Modern flour milling

It is this the millers’ job to separate the wheat seed into its component parts: bran, wheat germ and pure white flour. In the UK and EU it is illegal to bleach flour, so the whiteness you see is totally natural. Flour is bleached in other parts of the world, so you might see recipes that call for “unbleached” flour.

Modern millers do not just grind grain the way the Romans did. This doesn’t allow for much of the white flour to be separated from the bran and germ. Instead a system of machines are used to open the individual grains, and then scrape and separate and grind each component. This continues until all the components are finely ground and completely separated. The wheat could go through the machines up to 16 times.

Composition of flour

White flour is made using just the endosperm, which is about 75% of the grain. Wholemeal or wholegrain flour, as the name suggests, uses all of the grain. And brown flour uses around 85% of the grain. See here for more information on some of the different types of flour available.

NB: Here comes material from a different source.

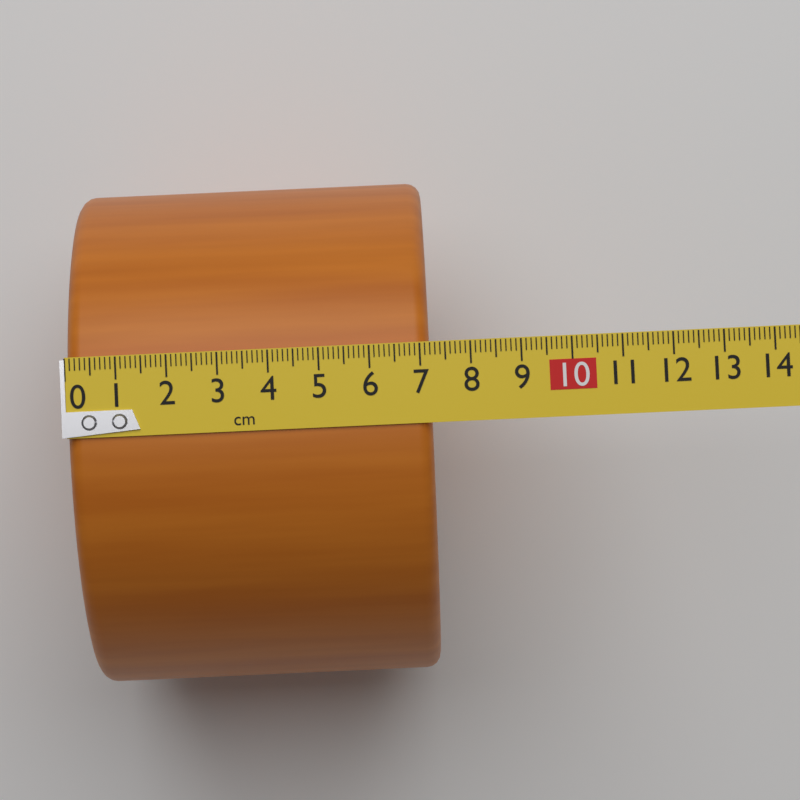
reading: 7.2 cm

How flour is made: Step by Step

Not all flour is equal. Just as there are different varieties of apples or potatoes, each variety has unique properties and characteristics. These make it more or less suitable for certain products. So some flours are best for making light, airy breads; others for making cakes or biscuits; and others still for making pizza.

So farmers grow different varieties of wheat that will produce flour with different properties so that the baker can purchase the most suitable flour for the products their customers want to buy.

Delivery and storage of grain

When wheat arrives at the mill, it is tested to make sure that it has the required specification to make the right flour for the baker – or other customers’ – needs. It is tested against a contract specification for variety, moisture content, specific weight, impurities, enzyme activity associated with sprouting, protein content and quality. It passes through a preliminary cleaning process to remove coarse impurities, such as nails and stones, and may be dried before being stored in silos according to quality.

Assessing the wheat quality

The ‘Hagberg Falling Number’ measures the time, in seconds, a plunger takes to descend through a heated mixture of ground grain and water. The test indicates the alpha-amylase activity in the grain. This natural enzyme converts starch to smaller sugar units that would be used by the seed to fuel its growth.

If there is little enzyme activity, the mixture will remain viscous. The plunger will take a long time to descend and a high Hagberg Falling Number will be recorded. Too much enzyme activity and the reverse will be true. High enzyme activity impairs bread quality, producing a very weak and sticky crumb mixture.

Cleaning and conditioning

When wheat is drawn from the silos prior to milling, it is thoroughly cleaned. Powerful magnets extract any remaining ferrous metal objects.

Machines, which separate by shape, remove barley, oats and small seeds. Gravity separation removes stones and, throughout the cleaning process, air currents lift off dust and chaff.

The wheat is then conditioned to a suitable moisture content by tempering it with water and leaving it in conditioning bins for up to 24 hours. This conditioning softens the bran and enhances the release of the inner white endosperm during milling.

Blending

Cleaned and conditioned wheat is then blended in a process known as gristing. This combines different wheats to produce a mix capable of making the required quality of flour to suit the needs of the flour millers’ customers.

Separating

The grist is passed through a series of ‘break’ rolls rotating at different speeds. These rolls do not crush the wheat but split it open, separating the white, inner portion from the outer skins.

The various fragments of wheat grain are separated by a complex arrangement of sieves. White endosperm particles, known as semolina, are channelled into a series of smooth ‘reduction’ rolls for final milling into white flour.

Streaming

Bran and wheat germ are streamed into this flour to make brown or wholemeal flour. Wholemeal flour contains all the parts of the grain (endosperm, germ and bran); brown flour will contain less bran and may or may not include wheat germ.

Flour Prices In Ghana:

The price of flour is GHS GH₵ 17.00 per kg and Bag of flour is selling between GHS 570.00 to GHS 1,070.00..!!!